God too longs; and because the Absolute Life itself, which dwells in our life, and inspires these very longings, possesses the true world, and is that world.
I teach at Harvard that the world and the heavens, and the stars are all real, but not so damned real, you see.
Philosophers have actually devoted themselves, in the main, neither to perceiving the world, nor to spinning webs of conceptual theory, but to interpreting the meaning of the civilization which they have represented.
By an individual being, whatever one's metaphysical doctrine, one means an unique being, that is, a being which is alone of its own type, or is such that no other of its class exists.
But you are alone. Yet I never tell what you are. And if your face lights up my world as no other can - well, this feeling too, when viewed as the mere psychologist has to view it, appears to be simply what all the other friends report about their friends.
Ideas any one can mould as he wishes.
For the Absolute, as we now know, all life is individual, but is individual as expressing a meaning.
And just because God attains and wins and finds this uniqueness, all our lives win in our union with him the individuality which is essential to their true meaning.
Men accept without questioning that this world is real and important and worthwhile. This is faith. Philosophy is the ongoing questioning of this faith.
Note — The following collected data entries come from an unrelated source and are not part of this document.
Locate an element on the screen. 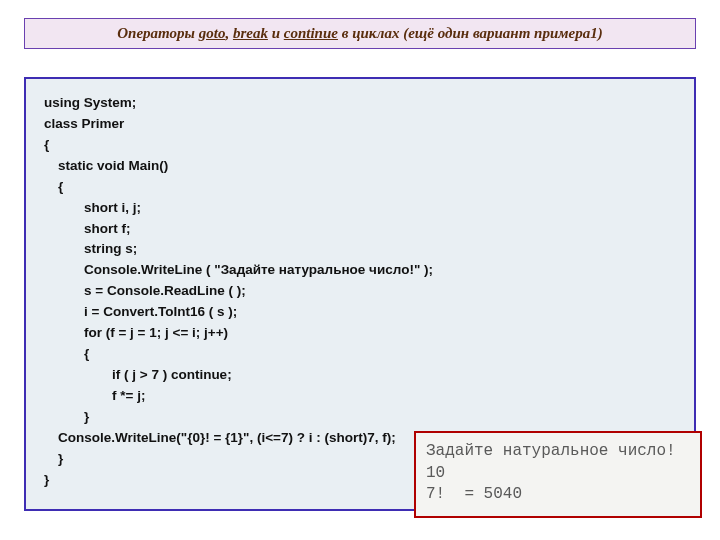  code-line: short i, j; is located at coordinates (380, 208).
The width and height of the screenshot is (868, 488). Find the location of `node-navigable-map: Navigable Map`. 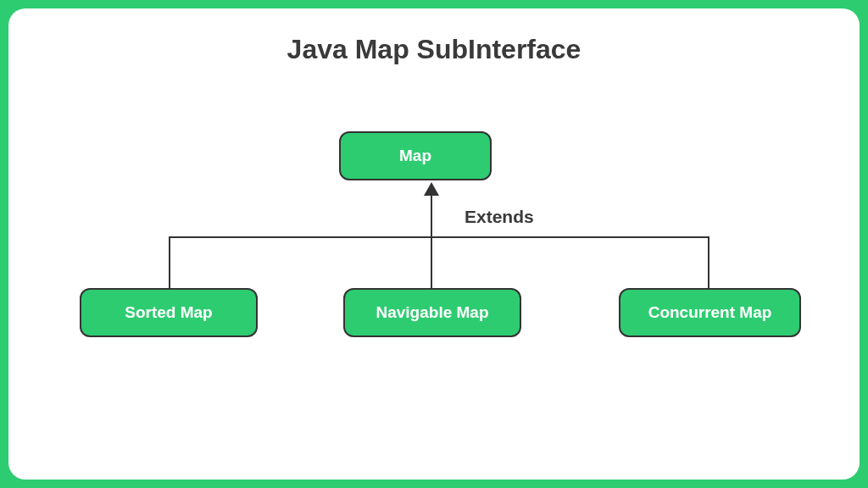

node-navigable-map: Navigable Map is located at coordinates (432, 313).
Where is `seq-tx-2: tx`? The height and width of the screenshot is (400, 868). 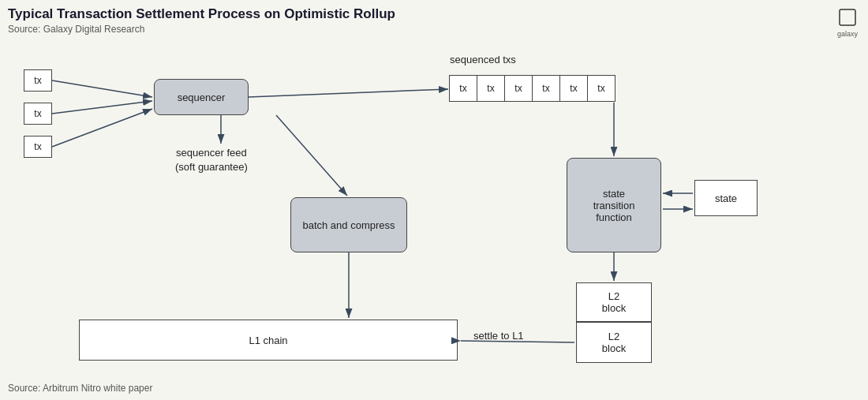
seq-tx-2: tx is located at coordinates (491, 88).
I never felt a feeling that I knew or could know to be unlike the feelings of other people. I never consciously thought, except after patterns that the world or my fellows set for me.
The world, as transformed by this creative deed, is better than it would have been had all else remained the same, but had that deed of treason not been done at all.
God is One, all our lives have various and unique places in the harmony of the divine life.
We seek true individuality and the true individuals. But we find them not. For lo, we mortals see what our poor eyes can see; and they, the true individuals, - they belong not to this world of our merely human sense and thought.
This preparatory sort of idealism is the one that, as I just suggested, Berkeley made prominent, and, after a fashion familiar. I must state it in my own way, although one in vain seeks to attain novelty in illustrating so frequently described a view.
So far as we live and strive at all, our lives are various, are needed for the whole, and are unique.
That this individual life of all of us is not something limited in its temporal expression to the life that now we experience, follows from the very fact that here nothing final or individual is found expressed.
Of this our true individual life, our present life is a glimpse, a fragment, a hint, and in its best moments a visible beginning.
Loyalty is a good for the loyal man; but it may be mischievous for those whom his cause assails.
No baseness or cruelty of treason so deep or so tragic shall enter our human world, but that loyal love shall be able in due time to oppose to just that deed of treason its fitting deed of atonement.
Life involves passions, faiths, doubts, and courage.
If I look to see what I ever did that, for all I now know, some other man might not have done, I am utterly unable to discover the certainly unique deed.
Memory and hope constantly incite us to the extensions of the self which play so large a part in our daily life.